Barely a year after pulling in $125 million to advance a pair of T-cell therapies, TCR2 Therapeutics is looking to raise up to $80 million in an IPO.  

The Cambridge, Massachusetts-based biotech plans to sell 5 million shares at a price between $14 and $16 apiece, putting the IPO range between $70 million and $80 million. TCR2’s lead treatment, TC-210, targets mesothelin, what CEO Garry Menzel calls an “ideal” cancer target. Mesothelin is a tumor antigen expressed in high levels in several cancers but in low levels in healthy tissue. 

TCR2 is developing TC-210 for a number of cancers—including those that have the highest expression of mesothelin—such as cholangiocarcinoma, or bile duct cancer, and mesothelioma, a cancer of the mesothelium, the thin tissue that lines the lung, chest wall and abdomen. Just last week, TC-210 earned orphan drug designation for mesothelioma, which has a five-year survival rate of 1% to 16%, depending on how advanced the cancer is.

RELATED: With $125M in the bag, TCR2 advances lead T-cell programs 

The company is also hoping to target ovarian cancer and non-small cell lung cancer with TC-210, as mesothelin is expressed in more than half of these cancers. It filed the IND for TC-210 in December and expects data in the second half of the year. 

TCR2 has two more solid tumor programs underway—its ovarian cancer treatment, TC-220 targets MUC16 and is in IND-enabling studies, and its TC-410 targets both MUC16 and mesothelioma, and is being developed for ovarian and pancreatic cancers. It expects to file an IND for TCR-220 in early 2020.

In an interview earlier this year, Menzel said that TCR2 had decided to focus on solid tumors but that he believes there is plenty of room in the hematological market, particularly on the safety side. TCR2 is developing TC-10, which targets CD19, and TC-310, which targets both CD19 and CD22. Both are in development for adult acute lymphoblastic leukemia, diffuse large B-cell lymphoma and follicular lymphoma.

The company’s programs use its TRuC technology, which is designed to go where other engineered T-cell approaches, such as CAR-T or T-cell receptor (TCR) therapies, cannot.

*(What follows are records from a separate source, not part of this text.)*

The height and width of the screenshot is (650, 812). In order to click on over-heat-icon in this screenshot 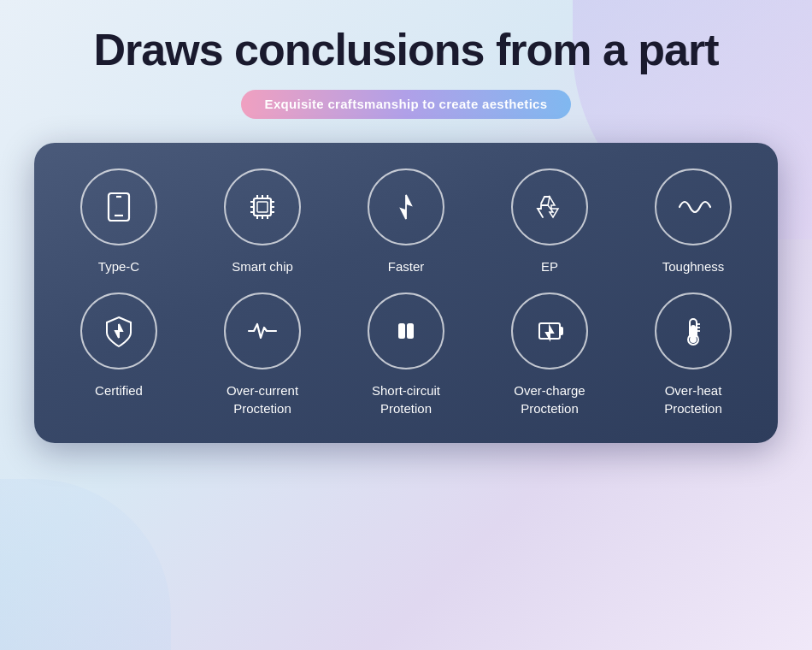, I will do `click(693, 331)`.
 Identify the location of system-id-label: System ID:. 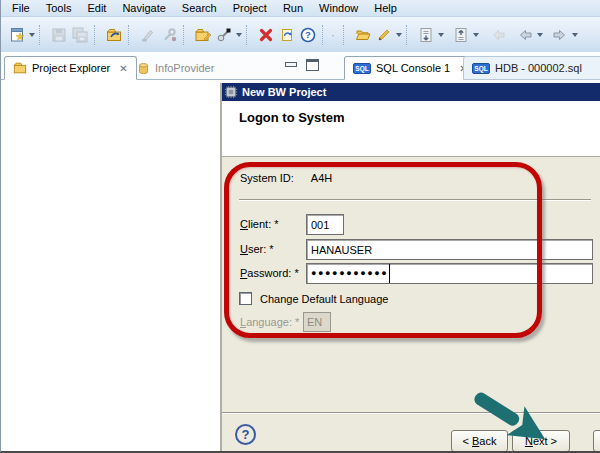
(267, 178).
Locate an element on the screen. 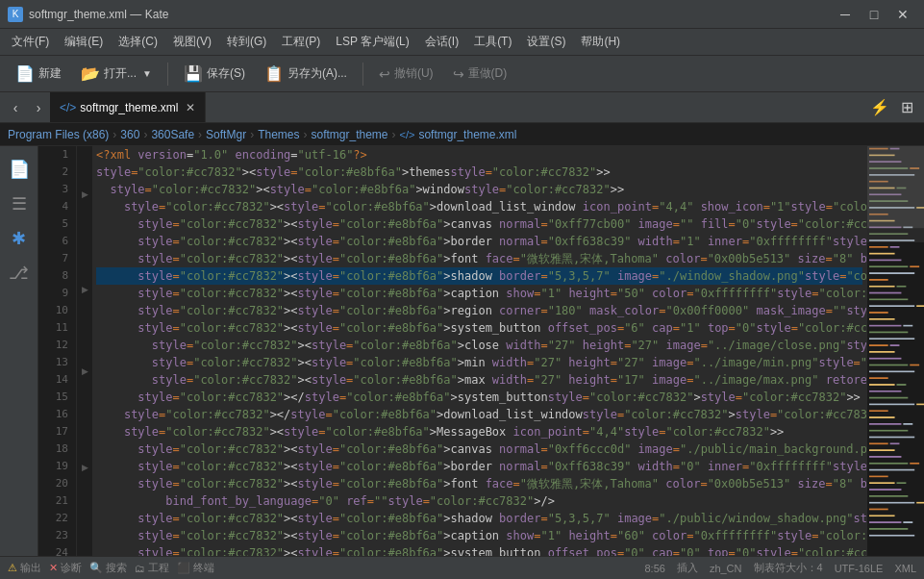 This screenshot has width=924, height=579. menu-settings: 设置(S) is located at coordinates (546, 42).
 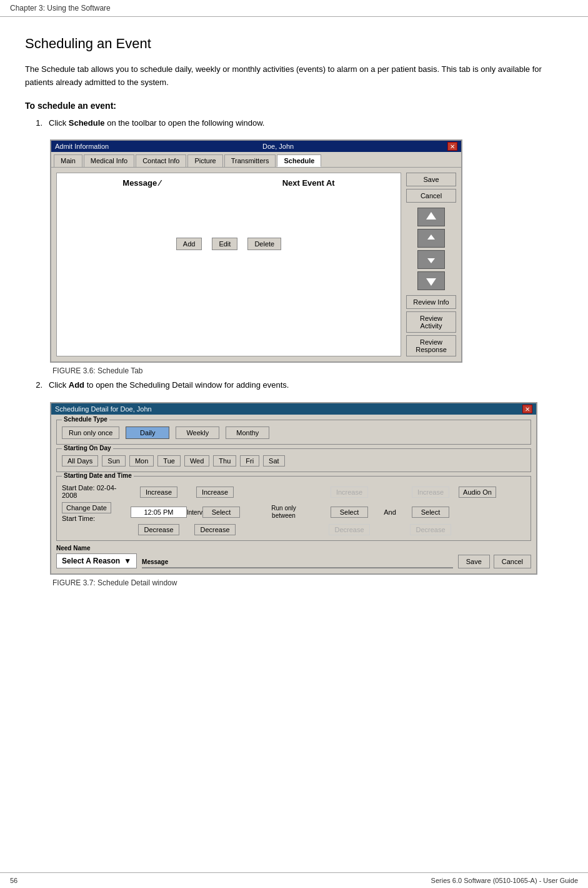 I want to click on select-reason-dropdown: Select A Reason ▼, so click(x=96, y=561).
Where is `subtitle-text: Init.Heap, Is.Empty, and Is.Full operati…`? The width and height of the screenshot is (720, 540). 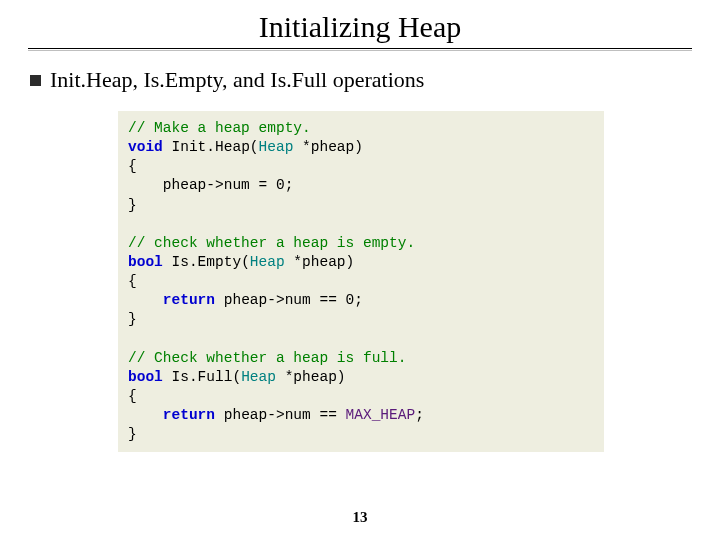
subtitle-text: Init.Heap, Is.Empty, and Is.Full operati… is located at coordinates (237, 80).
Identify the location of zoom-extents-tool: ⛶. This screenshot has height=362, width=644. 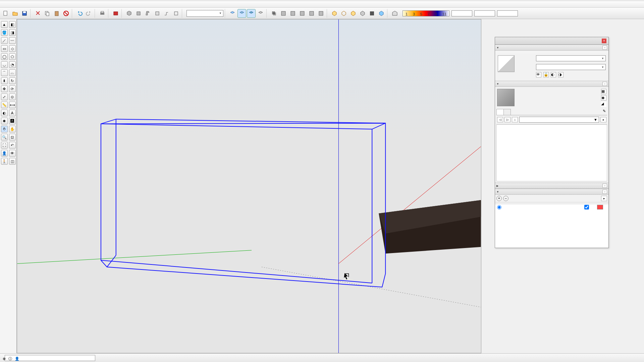
(4, 145).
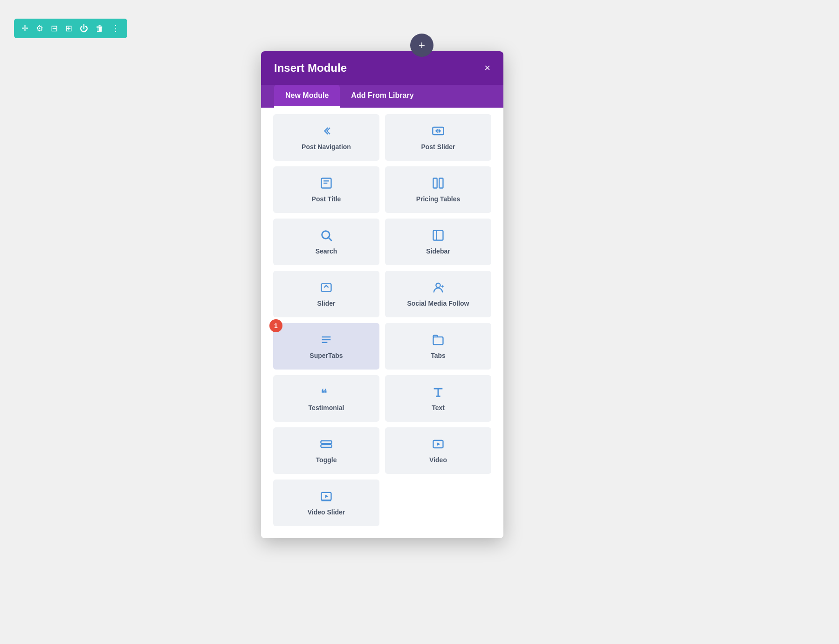 This screenshot has height=644, width=839. What do you see at coordinates (438, 190) in the screenshot?
I see `module-pricing-tables: Pricing Tables` at bounding box center [438, 190].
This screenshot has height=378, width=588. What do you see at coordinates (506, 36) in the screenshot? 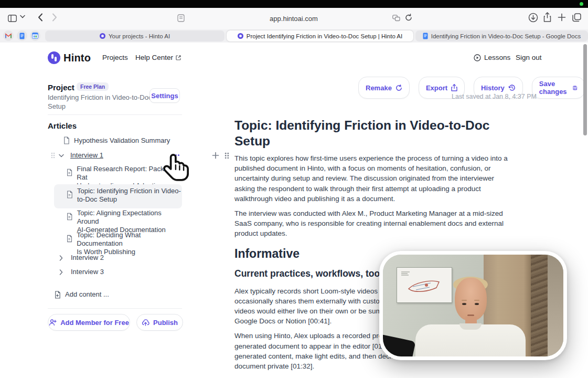
I see `tab-label: Identifying Friction in Video-to-Doc Set…` at bounding box center [506, 36].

RELATED: Immuno-oncology startup TCR2 promises to improve on CAR-T 

CAR-T, which involves engineering T cells taken from a patient’s blood and then re-infusing them back into the patient, has seen success in blood cancers but not has faced difficulties in solid tumors. 

As for engineered TCR treatments, they have shown activity in solid tumors but rely on the antigen HLA, to which they bind. HLA is downregulated in many cancers, making them invisible to T cells. And some TCR treatments only work with certain subtypes of HLA. Finding treatable patients requires lots of screening, and even then these patients are still at risk of relapse due to subsequent downregulation of HLA, said Alfonso Quintás Cardama, M.D., TCR2’s chief medical officer, in a previous interview. 

To avoid these problems, TCR2’s tech, designed by Patrick Baeuerle, tethers a tumor antigen-binding domain directly to the TCR complex, creating a TRuC construct that is able to recognize highly expressed tumor antigens without HLA. The full TCR is activated, which stimulates the T cell to kill the cancer cell.